This note is featured in Boston Review’s new book, Ancestors.

Ancestors opens and closes with stories by authors who are now ancestors and each, in its own way, blasts the reader into the heavens. We could think of no better place to start than with a story that describes the birth of an ancestor: in Binyavanga Wainaina’s (1971–2019) recently rediscovered “Binguni!,” we are led through a psychedelic fantasia of the African afterlife which reassures that death is only a beginning. And then Izumi Suzuki’s (1949–1986) newly translated “Night Picnic” concludes Ancestors in a distant future in which the characters ask—and are at a loss to answer—the question: What does it mean to be human?

Toni Morrison suggests that a defining characteristic of African American literature is what she calls “the presence of an ancestor.”

When we first began imagining Ancestors, the second annual Arts in Society anthology, Toni Morrison had recently died and we’d been rereading her essay “Rootedness: The Ancestor as Foundation” (1984). In it, she suggests that a defining characteristic of African American literature is what she calls “the presence of an ancestor.” And for Morrison, the ancestral presence leads directly to “the community . . . an implied ‘we’ . . . which is to say, yes, the work must be political.”

We were so struck by this formulation—and its intrinsic challenge—that we wanted to see what would happen if we asked some of the most talented writers we know (including our contest entrants): What does it look like if you summon the presence of the ancestors into your art?

The result is what you hold in your hands. The answers we received were diverse and exciting beyond our wildest imaginings, but we feel certain that readers will take from the book an enriched sense of what it means to be a human living in a time, among other times, and to be part of a lineage, among other lineages, to have questions inherited from the past—as well as other “beyonds”—that shape our lives and will, no doubt, continue to shape the future on which we leave our impress.

The book is divided into three sections, “Origins,” “Ruptures & Transformations,” and “Onward,” which reflect our sense of how these pieces speak to our deepest beginnings, to how the tragedies of the past shape us, and to how we carry the mantle of the ancestors forward.

What does it look like if you summon the presence of the ancestors into your art?

When we started this project, we could never have imagined that it would conclude in the midst of a world-historic pandemic that has left millions dead and millions more gutted by loss. It sometimes feels it’s impossible to think of anything else—like Prospero’s famous utterance, “Every third thought shall be my grave.”

But we hope that this book will serve as a summoning spell for readers, invoking ancestral wisdom—which for Morrison meant engaged awareness of each other—to guide us all into and through whatever comes next.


§ **Your goal**: Each line in the entries below that holds the string "this" must be copied.

§ **Data tied to figure images**:
----

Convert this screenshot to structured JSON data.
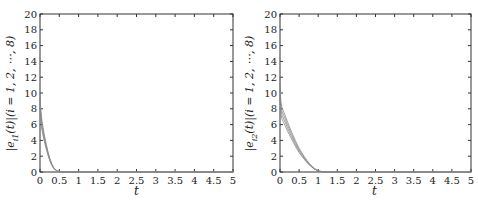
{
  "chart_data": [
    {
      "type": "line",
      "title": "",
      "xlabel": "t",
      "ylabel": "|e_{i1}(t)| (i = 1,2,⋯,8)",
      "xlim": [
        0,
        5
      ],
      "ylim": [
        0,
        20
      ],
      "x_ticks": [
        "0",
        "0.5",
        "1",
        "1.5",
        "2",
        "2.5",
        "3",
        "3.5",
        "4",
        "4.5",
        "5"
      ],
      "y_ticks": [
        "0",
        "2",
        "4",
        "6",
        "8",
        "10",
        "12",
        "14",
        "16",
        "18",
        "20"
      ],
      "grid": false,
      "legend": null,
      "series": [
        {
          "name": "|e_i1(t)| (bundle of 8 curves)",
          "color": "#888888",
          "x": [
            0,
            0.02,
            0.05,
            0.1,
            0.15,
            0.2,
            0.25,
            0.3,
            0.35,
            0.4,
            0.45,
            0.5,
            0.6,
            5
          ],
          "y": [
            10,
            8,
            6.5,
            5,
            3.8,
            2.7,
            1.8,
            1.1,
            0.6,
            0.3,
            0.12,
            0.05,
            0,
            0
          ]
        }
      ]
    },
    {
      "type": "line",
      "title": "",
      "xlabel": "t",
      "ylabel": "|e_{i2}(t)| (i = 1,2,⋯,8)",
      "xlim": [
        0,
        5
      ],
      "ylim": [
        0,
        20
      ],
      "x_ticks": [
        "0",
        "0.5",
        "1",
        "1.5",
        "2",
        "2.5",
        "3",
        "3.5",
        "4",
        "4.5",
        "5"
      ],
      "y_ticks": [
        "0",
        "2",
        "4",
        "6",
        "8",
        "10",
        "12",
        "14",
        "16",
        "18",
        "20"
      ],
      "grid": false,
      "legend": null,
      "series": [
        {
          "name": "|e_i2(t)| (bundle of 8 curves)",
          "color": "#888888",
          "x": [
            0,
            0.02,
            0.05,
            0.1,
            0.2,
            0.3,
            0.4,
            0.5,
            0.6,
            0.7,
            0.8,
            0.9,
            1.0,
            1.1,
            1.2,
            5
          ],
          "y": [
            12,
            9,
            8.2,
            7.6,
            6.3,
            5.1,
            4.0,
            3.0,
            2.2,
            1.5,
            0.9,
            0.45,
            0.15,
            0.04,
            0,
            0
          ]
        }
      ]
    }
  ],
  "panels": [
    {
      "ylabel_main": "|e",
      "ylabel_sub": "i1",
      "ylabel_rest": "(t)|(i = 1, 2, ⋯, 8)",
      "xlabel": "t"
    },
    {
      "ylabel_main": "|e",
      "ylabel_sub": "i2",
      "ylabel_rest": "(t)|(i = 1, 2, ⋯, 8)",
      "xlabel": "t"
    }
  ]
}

----

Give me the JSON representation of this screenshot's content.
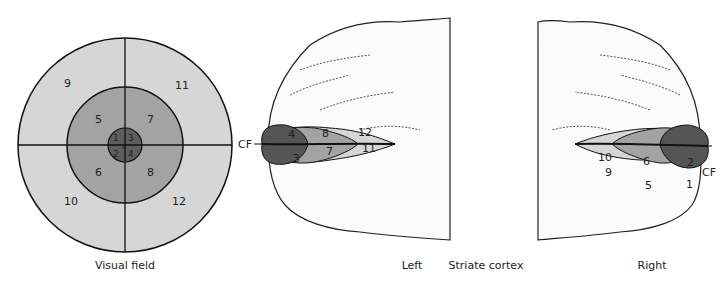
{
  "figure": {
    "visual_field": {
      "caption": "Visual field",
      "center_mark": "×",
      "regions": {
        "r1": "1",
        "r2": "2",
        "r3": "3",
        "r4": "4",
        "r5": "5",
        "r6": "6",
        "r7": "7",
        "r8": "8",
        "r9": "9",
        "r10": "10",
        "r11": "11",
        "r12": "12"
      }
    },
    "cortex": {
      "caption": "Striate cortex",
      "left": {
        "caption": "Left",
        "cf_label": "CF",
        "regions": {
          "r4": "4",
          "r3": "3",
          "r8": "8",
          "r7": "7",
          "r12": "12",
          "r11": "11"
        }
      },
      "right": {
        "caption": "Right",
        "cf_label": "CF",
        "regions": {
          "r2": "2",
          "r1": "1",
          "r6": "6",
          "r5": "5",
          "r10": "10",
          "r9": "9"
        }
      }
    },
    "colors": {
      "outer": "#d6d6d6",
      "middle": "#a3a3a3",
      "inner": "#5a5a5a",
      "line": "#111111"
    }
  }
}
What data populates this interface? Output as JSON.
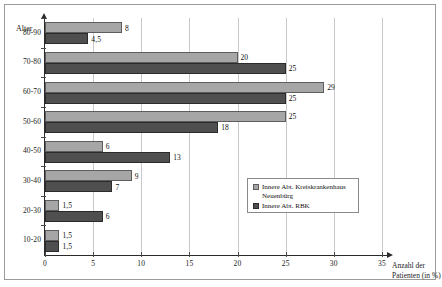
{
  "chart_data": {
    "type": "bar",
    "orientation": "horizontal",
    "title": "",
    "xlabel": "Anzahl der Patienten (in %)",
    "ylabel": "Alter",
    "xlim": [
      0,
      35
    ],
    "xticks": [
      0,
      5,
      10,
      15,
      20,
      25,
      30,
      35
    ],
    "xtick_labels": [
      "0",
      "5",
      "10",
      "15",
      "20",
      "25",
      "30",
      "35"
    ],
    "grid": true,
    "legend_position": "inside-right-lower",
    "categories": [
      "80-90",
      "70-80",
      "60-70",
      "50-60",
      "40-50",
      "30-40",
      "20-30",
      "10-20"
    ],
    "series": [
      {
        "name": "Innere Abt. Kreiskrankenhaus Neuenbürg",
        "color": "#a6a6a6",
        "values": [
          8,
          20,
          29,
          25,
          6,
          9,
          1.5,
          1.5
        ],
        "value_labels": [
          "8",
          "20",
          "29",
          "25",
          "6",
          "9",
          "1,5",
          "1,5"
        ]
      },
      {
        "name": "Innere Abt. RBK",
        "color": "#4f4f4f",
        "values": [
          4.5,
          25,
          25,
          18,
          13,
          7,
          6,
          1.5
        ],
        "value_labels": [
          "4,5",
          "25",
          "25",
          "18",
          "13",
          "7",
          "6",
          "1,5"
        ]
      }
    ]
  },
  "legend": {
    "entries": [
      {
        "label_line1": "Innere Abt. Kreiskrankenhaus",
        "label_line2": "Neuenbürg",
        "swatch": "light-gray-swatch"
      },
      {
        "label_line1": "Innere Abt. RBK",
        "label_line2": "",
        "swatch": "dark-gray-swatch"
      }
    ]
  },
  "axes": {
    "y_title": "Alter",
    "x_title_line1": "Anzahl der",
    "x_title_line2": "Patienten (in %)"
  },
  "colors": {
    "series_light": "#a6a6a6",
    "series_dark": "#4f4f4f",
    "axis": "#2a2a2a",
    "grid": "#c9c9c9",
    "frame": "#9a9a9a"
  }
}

----

§ **Completed task**:
Convert this screenshot to structured JSON data.
Give me the JSON representation of this screenshot's content.
What data populates this interface? Output as JSON.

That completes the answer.